Director: Alain Resnais
Cast: Emmanuelle Riva, Eiji Okada, Bernard Fresson, Stella Dassas, Pierre Barbaud
France, Japan, 1959, 91’, black & white; French, Japanese, English with Turkish subtitles
Made in 1959, Hiroshima mon amour is a modern-day narrative by Alain Resnais, one of the well-known names of the French New Wave. It has gone down in history as a touching elegy and a stinging humanist critique about innocent people who have lost their lives. Besides being Alain Resnais’s masterpiece, Hiroshima mon amour is also considered one of the exemplary films of modern narrative cinema. One of the rightist members of the French New Wave, Resnais touches upon global problems using certain individual experiences. A small escapade in a hotel leads to fundamental oppositions like love and war, death and life, destruction and repair. Resnais shows us the relationship between a French woman and the German soldier she falls in love with, and how the soldier is killed by the French afterwards, using this story to narrate the war between Germany and France and the occupation of an innocent city (Nevers). Here, the German soldier represents Germany, which will end just like the woman’s lover, disappearing forever. The film is also important for its documentary aspects. The first scenes depicts Hiroshima right after the bomb, showing the destruction of war in all its starkness, with ruined houses, crippled children, people barely hanging on to life. The film came to occupy a unique place in the history of cinema with its anti-war approach and its modern style of narration.
Trailer
Henryk Weyssenhoff, author of landscapes, prints, and illustrations, devoted much of his creative energies to realistic vistas of Belorussia, Lithuania, and Samogitia. A descendant of an ancient noble family which moved east to the newly Polonised Inflanty in the 17th century, the young Henryk was raised to cherish Polish national traditions.
In 1998 Ben Jakober and Yannick Vu collaborated on an obvious remake of Marcel Duchamp’s Roue de Bicyclette, his first “readymade” object. Duchamp combined a bicycle wheel, a fork and a stool to create a machine which served no purpose, subverting accepted norms of art.
Inspired by its Anatolian Weights and Measures Collection, Pera Museum presents a contemporary video installation titled For All the Time, for All the Sad Stones at the gallery that hosts the Collection. The installation by the artist Nicola Lorini takes its starting point from recent events, in particular the calculation of the hypothetical mass of the Internet and the weight lost by the model of the kilogram and its consequent redefinition, and traces a non-linear voyage through the Collection.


- _YOUR TASK_
Quote the data below in full, minus the images.

- _INPUT FOR THIS TASK_
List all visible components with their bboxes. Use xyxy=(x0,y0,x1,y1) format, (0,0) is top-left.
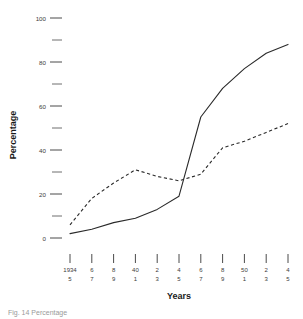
x-tick-label-bottom-7: 9 xyxy=(221,276,225,282)
y-tick-label-0: 0 xyxy=(43,235,47,242)
y-axis-ticks xyxy=(50,18,62,238)
x-tick-label-bottom-8: 1 xyxy=(243,276,247,282)
y-tick-label-60: 60 xyxy=(39,103,46,110)
y-tick-label-80: 80 xyxy=(39,59,46,66)
y-axis-title: Percentage xyxy=(8,111,18,160)
y-tick-label-100: 100 xyxy=(36,15,47,22)
x-tick-label-top-0: 1934 xyxy=(63,267,77,273)
line-chart: 100 80 60 40 20 0 Percentage 1934 6 8 40 xyxy=(0,0,303,319)
x-tick-label-bottom-5: 5 xyxy=(177,276,181,282)
series-line-dashed xyxy=(70,124,288,225)
x-tick-label-bottom-1: 7 xyxy=(90,276,94,282)
chart-page: 100 80 60 40 20 0 Percentage 1934 6 8 40 xyxy=(0,0,303,319)
x-tick-label-bottom-4: 3 xyxy=(156,276,160,282)
x-tick-label-top-1: 6 xyxy=(90,267,94,273)
x-tick-label-top-9: 2 xyxy=(265,267,269,273)
x-tick-label-top-4: 2 xyxy=(156,267,160,273)
x-tick-label-top-10: 4 xyxy=(286,267,290,273)
y-axis-tick-labels: 100 80 60 40 20 0 xyxy=(36,15,47,242)
x-tick-label-bottom-3: 1 xyxy=(134,276,138,282)
x-tick-label-top-2: 8 xyxy=(112,267,116,273)
x-axis-tick-labels-bottom: 5 7 9 1 3 5 7 9 1 3 5 xyxy=(68,276,290,282)
y-tick-label-40: 40 xyxy=(39,147,46,154)
x-tick-label-bottom-9: 3 xyxy=(265,276,269,282)
x-tick-label-top-7: 8 xyxy=(221,267,225,273)
figure-caption: Fig. 14 Percentage xyxy=(8,309,298,319)
y-tick-label-20: 20 xyxy=(39,191,46,198)
x-tick-label-top-5: 4 xyxy=(177,267,181,273)
x-axis-tick-labels-top: 1934 6 8 40 2 4 6 8 50 2 4 xyxy=(63,267,290,273)
x-axis-title: Years xyxy=(167,291,191,301)
x-tick-label-bottom-0: 5 xyxy=(68,276,72,282)
series-line-solid xyxy=(70,44,288,233)
x-tick-label-top-8: 50 xyxy=(241,267,248,273)
x-tick-label-bottom-2: 9 xyxy=(112,276,116,282)
x-axis-ticks xyxy=(70,254,288,263)
x-tick-label-bottom-6: 7 xyxy=(199,276,203,282)
x-tick-label-top-3: 40 xyxy=(132,267,139,273)
x-tick-label-bottom-10: 5 xyxy=(286,276,290,282)
x-tick-label-top-6: 6 xyxy=(199,267,203,273)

- _ANSWER SECTION_
List all visible components with their bboxes. Use xyxy=(x0,y0,x1,y1) format, (0,0) is top-left.
x-tick-label-bottom-7: 9 xyxy=(221,276,225,282)
y-tick-label-0: 0 xyxy=(43,235,47,242)
y-axis-ticks xyxy=(50,18,62,238)
x-tick-label-bottom-8: 1 xyxy=(243,276,247,282)
y-tick-label-60: 60 xyxy=(39,103,46,110)
y-tick-label-80: 80 xyxy=(39,59,46,66)
y-axis-title: Percentage xyxy=(8,111,18,160)
y-tick-label-100: 100 xyxy=(36,15,47,22)
x-tick-label-top-0: 1934 xyxy=(63,267,77,273)
line-chart: 100 80 60 40 20 0 Percentage 1934 6 8 40 xyxy=(0,0,303,319)
x-tick-label-bottom-5: 5 xyxy=(177,276,181,282)
series-line-dashed xyxy=(70,124,288,225)
x-tick-label-bottom-1: 7 xyxy=(90,276,94,282)
chart-page: 100 80 60 40 20 0 Percentage 1934 6 8 40 xyxy=(0,0,303,319)
x-tick-label-bottom-4: 3 xyxy=(156,276,160,282)
x-tick-label-top-1: 6 xyxy=(90,267,94,273)
x-tick-label-top-9: 2 xyxy=(265,267,269,273)
x-tick-label-top-4: 2 xyxy=(156,267,160,273)
x-tick-label-top-10: 4 xyxy=(286,267,290,273)
y-axis-tick-labels: 100 80 60 40 20 0 xyxy=(36,15,47,242)
x-tick-label-bottom-3: 1 xyxy=(134,276,138,282)
x-tick-label-top-2: 8 xyxy=(112,267,116,273)
x-axis-tick-labels-bottom: 5 7 9 1 3 5 7 9 1 3 5 xyxy=(68,276,290,282)
y-tick-label-40: 40 xyxy=(39,147,46,154)
x-tick-label-bottom-9: 3 xyxy=(265,276,269,282)
x-tick-label-top-7: 8 xyxy=(221,267,225,273)
figure-caption: Fig. 14 Percentage xyxy=(8,309,298,319)
y-tick-label-20: 20 xyxy=(39,191,46,198)
x-tick-label-top-5: 4 xyxy=(177,267,181,273)
x-axis-tick-labels-top: 1934 6 8 40 2 4 6 8 50 2 4 xyxy=(63,267,290,273)
x-axis-title: Years xyxy=(167,291,191,301)
x-tick-label-bottom-0: 5 xyxy=(68,276,72,282)
series-line-solid xyxy=(70,44,288,233)
x-tick-label-top-8: 50 xyxy=(241,267,248,273)
x-tick-label-bottom-2: 9 xyxy=(112,276,116,282)
x-axis-ticks xyxy=(70,254,288,263)
x-tick-label-bottom-6: 7 xyxy=(199,276,203,282)
x-tick-label-top-3: 40 xyxy=(132,267,139,273)
x-tick-label-bottom-10: 5 xyxy=(286,276,290,282)
x-tick-label-top-6: 6 xyxy=(199,267,203,273)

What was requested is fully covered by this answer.